Terabit DDoS attack era has arrived
A record 1.7 Tbps DDoS attack that ravaged the customer of a US-based service provider is more evidence that the “terabit attack era” has arrived, according to Arbor Networks.
Arbor Networks’ VP of Global Sales Engineering and Operations Carlos Morales said the attack, detected by the Arbor NETSCOUT’s ATLAS global traffic and DDoS threat monitoring system shattered the previous record of 650 Gbps recorded by ATLAS.
In a blog post, Morales revealed that the attack used the same reflection amplification technique as the 1.3 Tbps DDoS attack mounted against Github last week, as confirmed by Akamai.
A reflection amplification attack allows attackers to both magnify the amount of malicious traffic they generate and obfuscate the source of that traffic. It involves turning small requests into larger amplified responses.
The latest trend in such attacks is to use misconfigured memcached servers to launch high-volume User Datagram Protocol (UDP) reflection/amplification attacks.
Despite the massive scale of the attack, the service provider had defence capabilities in place that managed to ensure that no outages were reported, and such attacks are becoming increasingly common.
“While the internet community is coming together to shut down access to the many open mecached servers out there, the sheer number of servers running memcached openly will make this a lasting vulnerability that attackers will exploit,” Morales said.
“It is critically important for companies to take the necessary steps to protect themselves including implementation of best current practices.”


Assigned task:
Copy out each line below verbatim, skipping any picture.

Figure dataset records:
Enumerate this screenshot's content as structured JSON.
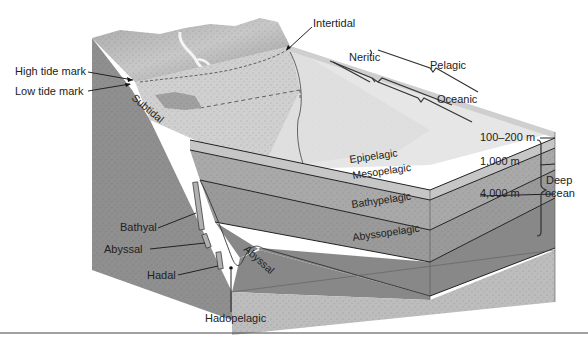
{
  "diagram": {
    "left_labels": {
      "high_tide": "High tide mark",
      "low_tide": "Low tide mark",
      "subtidal": "Subtidal",
      "bathyal": "Bathyal",
      "abyssal": "Abyssal",
      "hadal": "Hadal",
      "hadopelagic": "Hadopelagic",
      "abyssal_floor": "Abyssal"
    },
    "top_labels": {
      "intertidal": "Intertidal",
      "neritic": "Neritic",
      "pelagic": "Pelagic",
      "oceanic": "Oceanic"
    },
    "layers": {
      "epipelagic": "Epipelagic",
      "mesopelagic": "Mesopelagic",
      "bathypelagic": "Bathypelagic",
      "abyssopelagic": "Abyssopelagic"
    },
    "depths": {
      "d1": "100–200 m",
      "d2": "1,000 m",
      "d3": "4,000 m"
    },
    "deep_ocean": {
      "line1": "Deep",
      "line2": "ocean"
    },
    "colors": {
      "land": "#9a9a9a",
      "surface": "#d4d4d4",
      "epipelagic": "#c9c9c9",
      "mesopelagic": "#ababab",
      "bathypelagic": "#9c9c9c",
      "abyssopelagic": "#8a8a8a",
      "sediment": "#bdbdbd",
      "cliff": "#8c8c8c"
    }
  }
}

Answer section:
Enumerate this screenshot's content as structured JSON.
{
  "diagram": {
    "left_labels": {
      "high_tide": "High tide mark",
      "low_tide": "Low tide mark",
      "subtidal": "Subtidal",
      "bathyal": "Bathyal",
      "abyssal": "Abyssal",
      "hadal": "Hadal",
      "hadopelagic": "Hadopelagic",
      "abyssal_floor": "Abyssal"
    },
    "top_labels": {
      "intertidal": "Intertidal",
      "neritic": "Neritic",
      "pelagic": "Pelagic",
      "oceanic": "Oceanic"
    },
    "layers": {
      "epipelagic": "Epipelagic",
      "mesopelagic": "Mesopelagic",
      "bathypelagic": "Bathypelagic",
      "abyssopelagic": "Abyssopelagic"
    },
    "depths": {
      "d1": "100–200 m",
      "d2": "1,000 m",
      "d3": "4,000 m"
    },
    "deep_ocean": {
      "line1": "Deep",
      "line2": "ocean"
    },
    "colors": {
      "land": "#9a9a9a",
      "surface": "#d4d4d4",
      "epipelagic": "#c9c9c9",
      "mesopelagic": "#ababab",
      "bathypelagic": "#9c9c9c",
      "abyssopelagic": "#8a8a8a",
      "sediment": "#bdbdbd",
      "cliff": "#8c8c8c"
    }
  }
}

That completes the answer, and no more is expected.